As to the snide remarks, why don't everyone that carries get checked in and no carry on ammo is allowed. The airlines either provide you with the ammo that you need or you buy it and they inspect it, multiple times, and then you board.

IMHO, this is much better then being felt up by the TSA and if you are allowed to carry your gun, I doubt that you'd have a problem using ammo that they want.

Wayne
 
Blackmind,

You'll see people loading bear guns from their checked luggage in the terminal if you go to Alaska.
 
Handy,

10,000 feet, rear door of a C-130 open, climbing, dropping off a few things of cargo that needed to go out.

Now, I know that is different then 32,000 feet, standard for commericial aircraft at top of flight. Air thin, masks drop down. Get masks, cover terrorist. Plane drops to about 10,000 in less than 30 seconds, air okay, no one sucked out. You can now take off masks.

You're a pilot, you know how fast you can climb, or drop.

As for the ammo, what is the problem with the ammo given to FAM's.. I'm waiting to hear this "woohoo I won" bit of the debate.

Wayne
 
Rich, given the dire inadequecies in the current system, why do you think we haven't had multiple hijacks in the past three years?
Because terrorists are not stupid. Because they probably don't wish to be terrorized by the TSA any more than I do. But note that they have NOT tried new stuff in Miami or Dallas. They seem to prefer places where citizens can't get in the way.....like Boston, New York, LA and London. Get the point?

But, you really need to read the responses, Handy. I have twice stated that I am NOT necessarily in favor of arming citizens on planes. I simply questioned what you're so afraid of. So far, all I've heard is Goldfinger scenarios and the experience of 300 hours in "pressurized multi engine" aircraft.

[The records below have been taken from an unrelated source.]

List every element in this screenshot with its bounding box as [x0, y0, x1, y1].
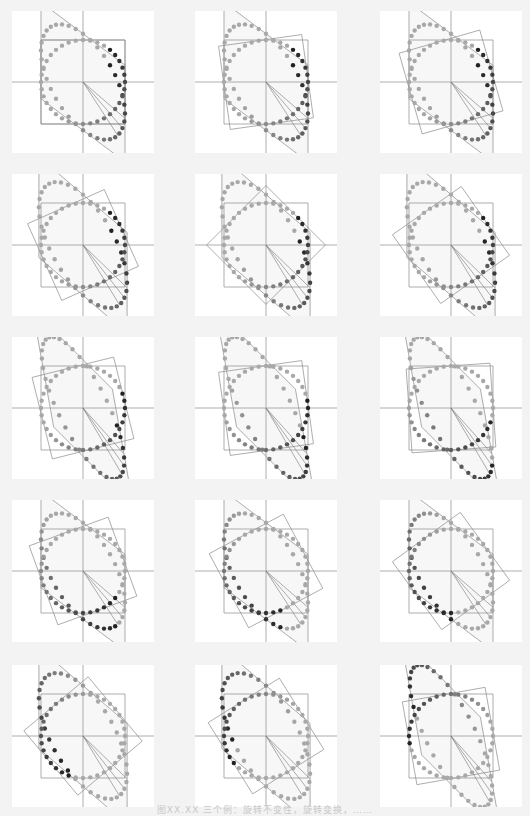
circle-dot	[463, 119, 467, 123]
circle-dot	[305, 73, 309, 77]
ellipse-dot	[39, 537, 43, 541]
ellipse-dot	[243, 22, 247, 26]
ellipse-dot	[456, 299, 460, 303]
circle-dot	[232, 542, 236, 546]
ellipse-dot	[490, 455, 494, 459]
circle-dot	[300, 755, 304, 759]
ellipse-dot	[279, 208, 283, 212]
circle-dot	[490, 73, 494, 77]
ellipse-dot	[39, 40, 43, 44]
circle-dot	[81, 611, 85, 615]
circle-dot	[113, 216, 117, 220]
circle-dot	[407, 243, 411, 247]
ellipse-dot	[287, 475, 291, 479]
circle-dot	[470, 116, 474, 120]
circle-dot	[488, 257, 492, 261]
circle-dot	[412, 713, 416, 717]
ellipse-dot	[305, 119, 309, 123]
ellipse-dot	[121, 470, 125, 474]
circle-dot	[81, 201, 85, 205]
circle-dot	[417, 596, 421, 600]
circle-dot	[305, 576, 309, 580]
circle-dot	[428, 697, 432, 701]
ellipse-dot	[432, 341, 436, 345]
panel-plot	[380, 11, 522, 153]
ellipse-dot	[415, 388, 419, 392]
ellipse-dot	[246, 425, 250, 429]
circle-dot	[66, 529, 70, 533]
ellipse-dot	[296, 135, 300, 139]
circle-dot	[117, 385, 121, 389]
circle-dot	[117, 427, 121, 431]
ellipse-dot	[125, 281, 129, 285]
circle-dot	[412, 548, 416, 552]
circle-dot	[232, 53, 236, 57]
ellipse-dot	[278, 136, 282, 140]
ellipse-dot	[39, 225, 43, 229]
ellipse-dot	[442, 516, 446, 520]
ellipse-dot	[306, 600, 310, 604]
circle-dot	[222, 576, 226, 580]
circle-dot	[485, 427, 489, 431]
ellipse-dot	[113, 135, 117, 139]
circle-dot	[102, 279, 106, 283]
circle-dot	[264, 611, 268, 615]
ellipse-dot	[452, 457, 456, 461]
ellipse-dot	[415, 246, 419, 250]
ellipse-dot	[66, 513, 70, 517]
ellipse-dot	[119, 792, 123, 796]
ellipse-dot	[286, 796, 290, 800]
ellipse-dot	[489, 798, 493, 802]
ellipse-dot	[425, 741, 429, 745]
circle-dot	[306, 569, 310, 573]
ellipse-dot	[230, 246, 234, 250]
circle-dot	[285, 697, 289, 701]
circle-dot	[66, 445, 70, 449]
ellipse-dot	[39, 681, 43, 685]
ellipse-dot	[74, 122, 78, 126]
circle-dot	[49, 596, 53, 600]
circle-dot	[428, 279, 432, 283]
circle-dot	[232, 596, 236, 600]
circle-dot	[409, 719, 413, 723]
circle-dot	[291, 766, 295, 770]
ellipse-dot	[405, 205, 409, 209]
ellipse-dot	[84, 457, 88, 461]
ellipse-dot	[122, 119, 126, 123]
circle-dot	[41, 65, 45, 69]
circle-dot	[49, 53, 53, 57]
ellipse-dot	[240, 337, 244, 341]
circle-dot	[490, 562, 494, 566]
circle-dot	[296, 707, 300, 711]
ellipse-dot	[470, 543, 474, 547]
circle-dot	[291, 537, 295, 541]
circle-dot	[296, 596, 300, 600]
ellipse-dot	[300, 83, 304, 87]
ellipse-dot	[249, 183, 253, 187]
ellipse-dot	[43, 185, 47, 189]
circle-dot	[237, 601, 241, 605]
circle-dot	[422, 537, 426, 541]
circle-dot	[249, 773, 253, 777]
circle-dot	[243, 697, 247, 701]
ellipse-dot	[408, 356, 412, 360]
circle-dot	[232, 433, 236, 437]
circle-dot	[232, 216, 236, 220]
ellipse-dot	[66, 183, 70, 187]
circle-dot	[303, 719, 307, 723]
circle-dot	[422, 48, 426, 52]
ellipse-dot	[425, 337, 429, 341]
ellipse-dot	[264, 683, 268, 687]
circle-dot	[117, 590, 121, 594]
ellipse-dot	[224, 34, 228, 38]
ellipse-dot	[481, 135, 485, 139]
ellipse-dot	[441, 286, 445, 290]
circle-dot	[417, 270, 421, 274]
circle-dot	[285, 206, 289, 210]
circle-dot	[278, 366, 282, 370]
ellipse-dot	[291, 137, 295, 141]
ellipse-dot	[257, 516, 261, 520]
circle-dot	[249, 529, 253, 533]
ellipse-dot	[489, 470, 493, 474]
circle-dot	[122, 250, 126, 254]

Now, I have dutifully answered each of your questions. Kindly answer just ONE of mine, now asked thrice:
The ability of HANDGUN Tracer rounds to take out a commercial jet on approach?....fascinating. Kinda forces me to ask the operative question:
"Source Please?"

While I respect Garand's hypothesis, I don't think you can use him as a source for your earlier claim:
I'm a military pilot with 300 of my 1900 hours in pressurized, multi engine transport planes.
[snip]
Firing tracer rounds into the wing root in the right part of an approach can drop 400 passengers onto many hundreds of people. This could be done on the whim of any armed passenger, and there would be no time to stop him.
You were obviously speaking from personal expertise on the matter, being "military" and "1900 hours" and all. Kindly share.
Rich
 
handy wrote:
Blackmind,

You'll see people loading bear guns from their checked luggage in the terminal if you go to Alaska.


Thanks. I guess that'll cover me for flying in to Atlanta or Raleigh Durham, too, huh? All I needed was your say-so.


Why are you unable or unwilling to directly address questions, comments and issues without using specious logic or strawmen?

What does the fact that people load hunting guns from their checked luggage in Alaska have to do with any metropolitan U.S. city airports?

I've got about 1 millimeter of patience left on my scale before I just get so tired of watching you and sendec dodge and avoid any substantive debate and discussion that I simply watch and laugh but cease trying to enjoin you in meaningful dialogue.